Daemon problems are usually lifecycle or routing expectations. Start with status, then logs, then a clean restart.

Reset daemon mode

$ zynk daemon statusZynk daemon is running  PID:       <pid>  Socket:    /tmp/zynk.sock$ zynk daemon kill$ zynk --run-mode server

If status says the daemon is not running, one-shot commands should still run directly.

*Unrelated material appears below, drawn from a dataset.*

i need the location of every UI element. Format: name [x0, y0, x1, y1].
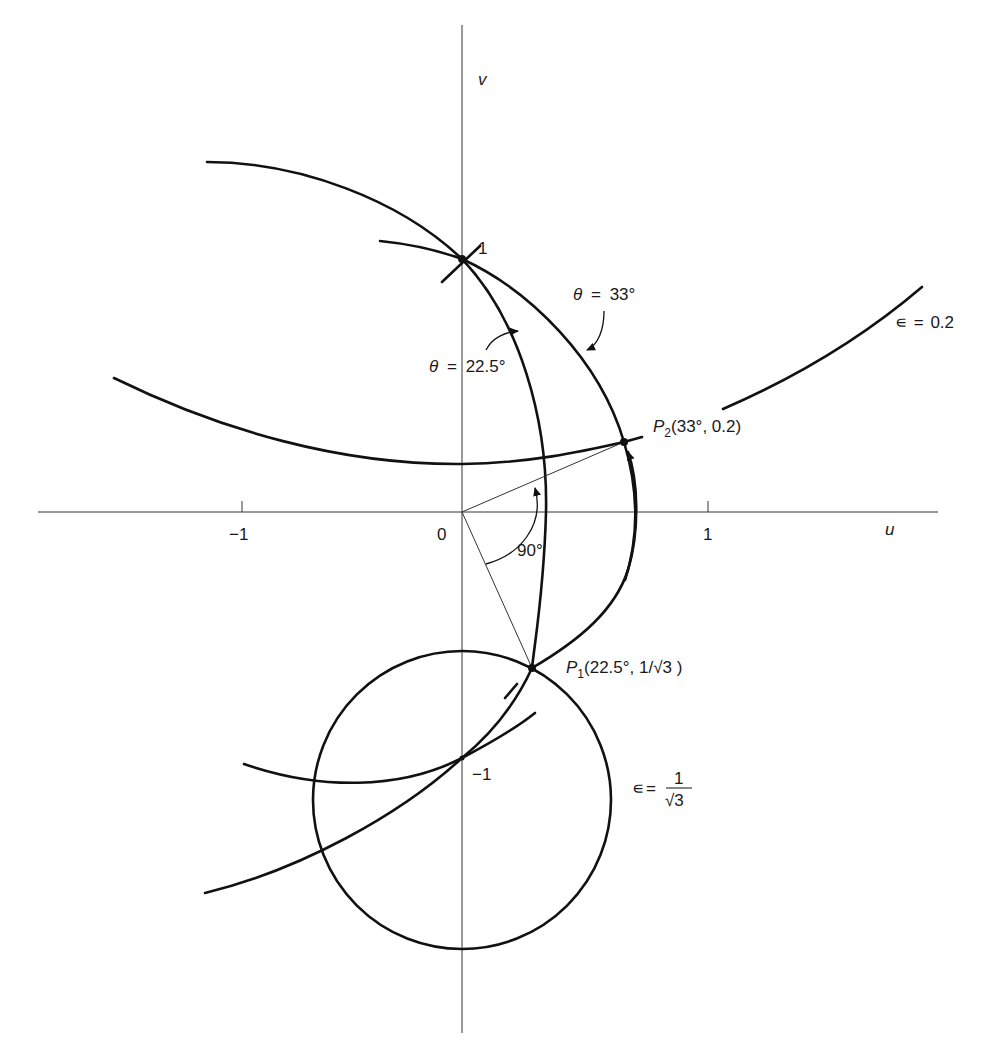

Kill and restart only when you actually want daemon mode.

Daemon checks

  • daemon status confirms whether the daemon is running.
  • daemon status --json-output gives scriptable status.
  • daemon kill stops a stale daemon before a fresh start.
  • --dry-run bypasses daemon routing by design.

Routing checks

  • A command that cannot connect to the daemon should still run directly.
  • Commands such as install, update, completions, and config-path inspection do not route through the daemon.
  • Check the daemon log path printed at startup for lifecycle details.

Automation and extras

Some problems are not transfer problems at all: machine output, shell setup, desktop notifications, or clipboard integration.

Check automation and extras

$ zynk pending --json-output{"type":"pending","data":{"count":0,"transfers":[]}}$ zynk daemon status --json-output{"type":"daemon_status","data":{"running":false,"pid":null,"user":null,"uptime_secs":null,"socket":"/tmp/zynk.sock","socket_exists":false,"lock_file":"<lock-file>"}}$ zynk pending --json-output{"type":"error","code":"<error-code>","message":"<message>"}$ zynk completions zsh > ~/.zsh/completions/_zynk$ zynk share ls --full --verbose

JSON output

  • --json-output is global but command support is per-command.
  • Do not assume every command emits stable JSON.
  • pending --json-output and daemon status --json-output are the first automation-safe surfaces to verify.
  • On errors, check the top-level type, the process exit code, and stderr separately.

Notifications, completions, and links

  • If notifications do not appear, inspect [notifications] config keys.
  • If completions do not load, regenerate for the correct shell.
  • If share/drop links do not copy, check copy-links and clipboard utility availability.